Largest community colleges in Illinois

Community colleges in Illinois ranked by total student enrollment, largest first. Bigger institutions generally offer broader program catalogs, more sections per term, more transfer agreements, and deeper student-services staffing — but smaller colleges often win on advisor attention, classroom intimacy, and faculty access.

  1. College of DuPageGlen Ellyn, IL16,114
  2. Waubonsee Community CollegeSugar Grove, IL5,721
  3. City Colleges of Chicago-Wilbur Wright CollegeChicago, IL4,372
  4. Rock Valley CollegeRockford, IL4,359
  5. City Colleges of Chicago-Harold Washington CollegeChicago, IL4,207
  6. Morton CollegeCicero, IL2,640
  7. South Suburban CollegeSouth Holland, IL2,042
  8. John A Logan CollegeCarterville, IL2,016
  9. Danville Area Community CollegeDanville, IL1,508
  10. John Wood Community CollegeQuincy, IL1,371
  11. Rasmussen University-IllinoisRockford, IL1,145
  12. Carl Sandburg CollegeGalesburg, IL1,051
  13. Midwestern Career CollegeChicago, IL887
  14. St. Augustine CollegeChicago, IL787
  15. Generations CollegeChicago, IL310
  16. Fox CollegeTinley Park, IL200
  17. Worsham College of Mortuary ScienceWheeling, IL183
  18. Ambria College of NursingHoffman Estates, IL123
  19. Taylor Business InstituteChicago, IL98
  20. Morrison Institute of TechnologyMorrison, IL59

Why size matters

Enrollment scale shapes nearly every aspect of the student experience at a community college. The largest Illinois community colleges typically offer multiple sections of every general-education course, robust evening and weekend schedules for working students, full-service career centers and transfer advising offices, and deep portfolios of articulation agreements with four-year institutions across Illinois and beyond. They also tend to operate multiple campuses or learning centers, which can put a community college within commuting distance of more residents.

Smaller community colleges in Illinois compete on attention. Smaller cohorts mean a single academic advisor sees you across multiple semesters and can write a substantive recommendation when you transfer or apply for a job. Faculty teach more sections of fewer courses, which means the same instructor often guides you through a sequence rather than handing you off term to term. For students who thrive on relationship and continuity, the smaller institutions on this list can be the better choice even when the larger one offers more programs.

Use this list alongside the state's transfer-outcomes guide and the state's cost-and-aid guide. Together they let you triangulate fit on the three dimensions that matter most for community-college choice: program availability, total cost after aid, and how reliably the institution moves students on to the next step.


TASK DIRECTIONS
All of the records below need to be copied exactly.

** PROVIDED DATA follows **

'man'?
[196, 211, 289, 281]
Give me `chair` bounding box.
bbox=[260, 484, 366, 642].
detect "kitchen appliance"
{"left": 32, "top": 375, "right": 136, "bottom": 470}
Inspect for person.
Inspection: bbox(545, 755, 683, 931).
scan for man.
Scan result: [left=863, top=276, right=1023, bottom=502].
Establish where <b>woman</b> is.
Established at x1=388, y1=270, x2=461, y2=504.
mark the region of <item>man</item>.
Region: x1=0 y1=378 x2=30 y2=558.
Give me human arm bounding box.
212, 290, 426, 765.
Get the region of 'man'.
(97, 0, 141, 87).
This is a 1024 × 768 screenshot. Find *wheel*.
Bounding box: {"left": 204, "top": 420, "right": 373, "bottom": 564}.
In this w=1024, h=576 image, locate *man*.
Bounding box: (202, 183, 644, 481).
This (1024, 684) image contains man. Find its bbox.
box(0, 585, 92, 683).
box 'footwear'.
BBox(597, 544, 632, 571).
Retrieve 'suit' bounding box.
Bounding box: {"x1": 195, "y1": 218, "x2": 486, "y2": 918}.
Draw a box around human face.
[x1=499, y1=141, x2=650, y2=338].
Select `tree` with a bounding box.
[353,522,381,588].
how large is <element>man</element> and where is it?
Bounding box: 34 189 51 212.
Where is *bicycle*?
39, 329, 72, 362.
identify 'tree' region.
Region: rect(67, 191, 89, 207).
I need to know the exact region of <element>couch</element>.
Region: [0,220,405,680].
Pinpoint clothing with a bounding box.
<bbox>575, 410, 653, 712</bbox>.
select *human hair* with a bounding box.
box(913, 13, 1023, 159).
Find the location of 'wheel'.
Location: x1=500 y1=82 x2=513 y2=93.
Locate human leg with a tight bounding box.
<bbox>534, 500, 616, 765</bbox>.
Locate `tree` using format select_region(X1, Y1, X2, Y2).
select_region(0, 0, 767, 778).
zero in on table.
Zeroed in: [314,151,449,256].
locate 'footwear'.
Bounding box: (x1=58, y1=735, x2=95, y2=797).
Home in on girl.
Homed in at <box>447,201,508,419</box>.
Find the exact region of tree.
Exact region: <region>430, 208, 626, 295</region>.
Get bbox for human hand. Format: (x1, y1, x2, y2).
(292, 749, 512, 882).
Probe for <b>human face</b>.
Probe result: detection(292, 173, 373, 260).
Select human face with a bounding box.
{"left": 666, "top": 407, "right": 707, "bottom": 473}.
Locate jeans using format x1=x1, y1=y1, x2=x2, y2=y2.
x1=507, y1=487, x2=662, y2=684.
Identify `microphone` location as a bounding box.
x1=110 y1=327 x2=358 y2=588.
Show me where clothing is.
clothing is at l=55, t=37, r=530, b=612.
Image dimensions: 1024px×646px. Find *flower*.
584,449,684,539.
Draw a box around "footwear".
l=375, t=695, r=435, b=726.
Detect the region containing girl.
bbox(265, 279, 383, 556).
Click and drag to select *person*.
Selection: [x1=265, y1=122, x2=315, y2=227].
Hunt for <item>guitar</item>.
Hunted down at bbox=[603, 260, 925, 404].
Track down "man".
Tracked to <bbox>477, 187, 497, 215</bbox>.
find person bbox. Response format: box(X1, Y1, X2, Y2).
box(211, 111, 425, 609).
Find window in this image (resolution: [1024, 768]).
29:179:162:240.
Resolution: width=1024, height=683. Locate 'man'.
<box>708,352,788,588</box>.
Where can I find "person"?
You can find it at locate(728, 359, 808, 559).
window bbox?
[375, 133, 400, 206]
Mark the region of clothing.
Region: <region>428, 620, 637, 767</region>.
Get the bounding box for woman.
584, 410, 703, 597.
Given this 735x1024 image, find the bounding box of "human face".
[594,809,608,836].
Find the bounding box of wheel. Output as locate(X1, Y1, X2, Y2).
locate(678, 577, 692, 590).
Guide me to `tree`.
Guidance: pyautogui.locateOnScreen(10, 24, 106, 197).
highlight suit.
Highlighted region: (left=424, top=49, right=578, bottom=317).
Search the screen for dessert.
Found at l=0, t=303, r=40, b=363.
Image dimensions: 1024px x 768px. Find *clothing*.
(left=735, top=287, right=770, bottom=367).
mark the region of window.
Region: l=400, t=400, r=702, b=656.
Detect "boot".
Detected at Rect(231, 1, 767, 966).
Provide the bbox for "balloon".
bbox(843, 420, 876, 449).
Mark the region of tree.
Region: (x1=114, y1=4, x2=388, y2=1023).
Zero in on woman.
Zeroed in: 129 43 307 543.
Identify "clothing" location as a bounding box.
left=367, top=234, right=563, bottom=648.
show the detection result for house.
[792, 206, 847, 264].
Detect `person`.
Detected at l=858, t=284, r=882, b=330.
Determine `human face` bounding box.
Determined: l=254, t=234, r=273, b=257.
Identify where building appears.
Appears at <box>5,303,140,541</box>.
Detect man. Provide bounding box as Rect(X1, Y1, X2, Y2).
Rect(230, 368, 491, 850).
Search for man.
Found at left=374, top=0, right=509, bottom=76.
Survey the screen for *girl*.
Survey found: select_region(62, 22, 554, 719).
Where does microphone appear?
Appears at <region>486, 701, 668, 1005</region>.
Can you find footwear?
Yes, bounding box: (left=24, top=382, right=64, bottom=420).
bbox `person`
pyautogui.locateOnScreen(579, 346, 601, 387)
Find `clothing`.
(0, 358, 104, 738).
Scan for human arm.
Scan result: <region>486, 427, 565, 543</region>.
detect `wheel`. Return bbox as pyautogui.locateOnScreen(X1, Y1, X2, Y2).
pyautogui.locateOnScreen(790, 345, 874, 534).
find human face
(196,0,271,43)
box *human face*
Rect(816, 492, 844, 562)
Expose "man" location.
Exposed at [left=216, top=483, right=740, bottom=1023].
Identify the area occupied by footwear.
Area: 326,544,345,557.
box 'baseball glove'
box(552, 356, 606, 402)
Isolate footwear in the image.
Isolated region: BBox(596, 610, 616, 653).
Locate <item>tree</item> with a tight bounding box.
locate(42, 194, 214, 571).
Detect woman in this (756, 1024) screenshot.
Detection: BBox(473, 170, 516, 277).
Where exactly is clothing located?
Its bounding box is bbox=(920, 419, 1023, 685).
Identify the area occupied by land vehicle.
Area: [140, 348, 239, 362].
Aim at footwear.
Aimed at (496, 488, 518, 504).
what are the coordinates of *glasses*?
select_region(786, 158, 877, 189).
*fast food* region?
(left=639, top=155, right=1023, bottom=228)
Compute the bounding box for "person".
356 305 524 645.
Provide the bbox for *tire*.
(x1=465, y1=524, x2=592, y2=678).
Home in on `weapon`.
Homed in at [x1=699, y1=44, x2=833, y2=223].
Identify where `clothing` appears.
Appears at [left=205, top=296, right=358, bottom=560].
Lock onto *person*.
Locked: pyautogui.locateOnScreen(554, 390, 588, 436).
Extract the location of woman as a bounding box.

** End of PROVIDED DATA **

YOUR SOLUTION
'man'?
[196, 211, 289, 281]
Give me `chair` bounding box.
bbox=[260, 484, 366, 642].
detect "kitchen appliance"
{"left": 32, "top": 375, "right": 136, "bottom": 470}
Inspect for person.
Inspection: bbox(545, 755, 683, 931).
scan for man.
Scan result: [left=863, top=276, right=1023, bottom=502].
Establish where <b>woman</b> is.
Established at x1=388, y1=270, x2=461, y2=504.
mark the region of <item>man</item>.
Region: x1=0 y1=378 x2=30 y2=558.
Give me human arm bounding box.
212, 290, 426, 765.
Get the region of 'man'.
(97, 0, 141, 87).
This is a 1024 × 768 screenshot. Find *wheel*.
Bounding box: {"left": 204, "top": 420, "right": 373, "bottom": 564}.
In this w=1024, h=576 image, locate *man*.
Bounding box: (202, 183, 644, 481).
This (1024, 684) image contains man. Find its bbox.
box(0, 585, 92, 683).
box 'footwear'.
BBox(597, 544, 632, 571).
Retrieve 'suit' bounding box.
Bounding box: {"x1": 195, "y1": 218, "x2": 486, "y2": 918}.
Draw a box around human face.
[x1=499, y1=141, x2=650, y2=338].
Select `tree` with a bounding box.
[353,522,381,588].
how large is <element>man</element> and where is it?
Bounding box: 34 189 51 212.
Where is *bicycle*?
39, 329, 72, 362.
identify 'tree' region.
Region: rect(67, 191, 89, 207).
I need to know the exact region of <element>couch</element>.
Region: [0,220,405,680].
Pinpoint clothing with a bounding box.
<bbox>575, 410, 653, 712</bbox>.
select *human hair* with a bounding box.
box(913, 13, 1023, 159).
Find the location of 'wheel'.
Location: x1=500 y1=82 x2=513 y2=93.
Locate human leg with a tight bounding box.
<bbox>534, 500, 616, 765</bbox>.
Locate `tree` using format select_region(X1, Y1, X2, Y2).
select_region(0, 0, 767, 778).
zero in on table.
Zeroed in: [314,151,449,256].
locate 'footwear'.
Bounding box: (x1=58, y1=735, x2=95, y2=797).
Home in on girl.
Homed in at <box>447,201,508,419</box>.
Find the exact region of tree.
Exact region: <region>430, 208, 626, 295</region>.
Get bbox for human hand. Format: (x1, y1, x2, y2).
(292, 749, 512, 882).
Probe for <b>human face</b>.
Probe result: detection(292, 173, 373, 260).
Select human face with a bounding box.
{"left": 666, "top": 407, "right": 707, "bottom": 473}.
Locate jeans using format x1=x1, y1=y1, x2=x2, y2=y2.
x1=507, y1=487, x2=662, y2=684.
Identify `microphone` location as a bounding box.
x1=110 y1=327 x2=358 y2=588.
Show me where clothing is.
clothing is at l=55, t=37, r=530, b=612.
Image dimensions: 1024px×646px. Find *flower*.
584,449,684,539.
Draw a box around "footwear".
l=375, t=695, r=435, b=726.
Detect the region containing girl.
bbox(265, 279, 383, 556).
Click and drag to select *person*.
Selection: [x1=265, y1=122, x2=315, y2=227].
Hunt for <item>guitar</item>.
Hunted down at bbox=[603, 260, 925, 404].
Track down "man".
Tracked to <bbox>477, 187, 497, 215</bbox>.
find person bbox. Response format: box(X1, Y1, X2, Y2).
box(211, 111, 425, 609).
Find window in this image (resolution: [1024, 768]).
29:179:162:240.
Resolution: width=1024, height=683. Locate 'man'.
<box>708,352,788,588</box>.
Where can I find "person"?
You can find it at locate(728, 359, 808, 559).
window bbox?
[375, 133, 400, 206]
Mark the region of clothing.
Region: <region>428, 620, 637, 767</region>.
Get the bounding box for woman.
584, 410, 703, 597.
Given this 735x1024 image, find the bounding box of "human face".
[594,809,608,836].
Find the bounding box of wheel. Output as locate(X1, Y1, X2, Y2).
locate(678, 577, 692, 590).
Guide me to `tree`.
Guidance: pyautogui.locateOnScreen(10, 24, 106, 197).
highlight suit.
Highlighted region: (left=424, top=49, right=578, bottom=317).
Search the screen for dessert.
Found at l=0, t=303, r=40, b=363.
Image dimensions: 1024px x 768px. Find *clothing*.
(left=735, top=287, right=770, bottom=367).
mark the region of window.
Region: l=400, t=400, r=702, b=656.
Detect "boot".
Detected at Rect(231, 1, 767, 966).
Provide the bbox for "balloon".
bbox(843, 420, 876, 449).
Mark the region of tree.
Region: (x1=114, y1=4, x2=388, y2=1023).
Zero in on woman.
Zeroed in: 129 43 307 543.
Identify "clothing" location as a bounding box.
left=367, top=234, right=563, bottom=648.
show the detection result for house.
[792, 206, 847, 264].
Detect `person`.
Detected at l=858, t=284, r=882, b=330.
Determine `human face` bounding box.
Determined: l=254, t=234, r=273, b=257.
Identify where building appears.
Appears at <box>5,303,140,541</box>.
Detect man. Provide bounding box as Rect(X1, Y1, X2, Y2).
Rect(230, 368, 491, 850).
Search for man.
Found at left=374, top=0, right=509, bottom=76.
Survey the screen for *girl*.
Survey found: select_region(62, 22, 554, 719).
Where does microphone appear?
Appears at <region>486, 701, 668, 1005</region>.
Can you find footwear?
Yes, bounding box: (left=24, top=382, right=64, bottom=420).
bbox `person`
pyautogui.locateOnScreen(579, 346, 601, 387)
Find `clothing`.
(0, 358, 104, 738).
Scan for human arm.
Scan result: <region>486, 427, 565, 543</region>.
detect `wheel`. Return bbox as pyautogui.locateOnScreen(X1, Y1, X2, Y2).
pyautogui.locateOnScreen(790, 345, 874, 534).
find human face
(196,0,271,43)
box *human face*
Rect(816, 492, 844, 562)
Expose "man" location.
Exposed at [left=216, top=483, right=740, bottom=1023].
Identify the area occupied by footwear.
Area: 326,544,345,557.
box 'baseball glove'
box(552, 356, 606, 402)
Isolate footwear in the image.
Isolated region: BBox(596, 610, 616, 653).
Locate <item>tree</item> with a tight bounding box.
locate(42, 194, 214, 571).
Detect woman in this (756, 1024) screenshot.
Detection: BBox(473, 170, 516, 277).
Where exactly is clothing located?
Its bounding box is bbox=(920, 419, 1023, 685).
Identify the area occupied by land vehicle.
Area: [140, 348, 239, 362].
Aim at footwear.
Aimed at (496, 488, 518, 504).
what are the coordinates of *glasses*?
select_region(786, 158, 877, 189).
*fast food* region?
(left=639, top=155, right=1023, bottom=228)
Compute the bounding box for "person".
356 305 524 645.
Provide the bbox for *tire*.
(x1=465, y1=524, x2=592, y2=678).
Home in on `weapon`.
Homed in at [x1=699, y1=44, x2=833, y2=223].
Identify where `clothing` appears.
Appears at [left=205, top=296, right=358, bottom=560].
Lock onto *person*.
Locked: pyautogui.locateOnScreen(554, 390, 588, 436).
Extract the location of woman as a bounding box.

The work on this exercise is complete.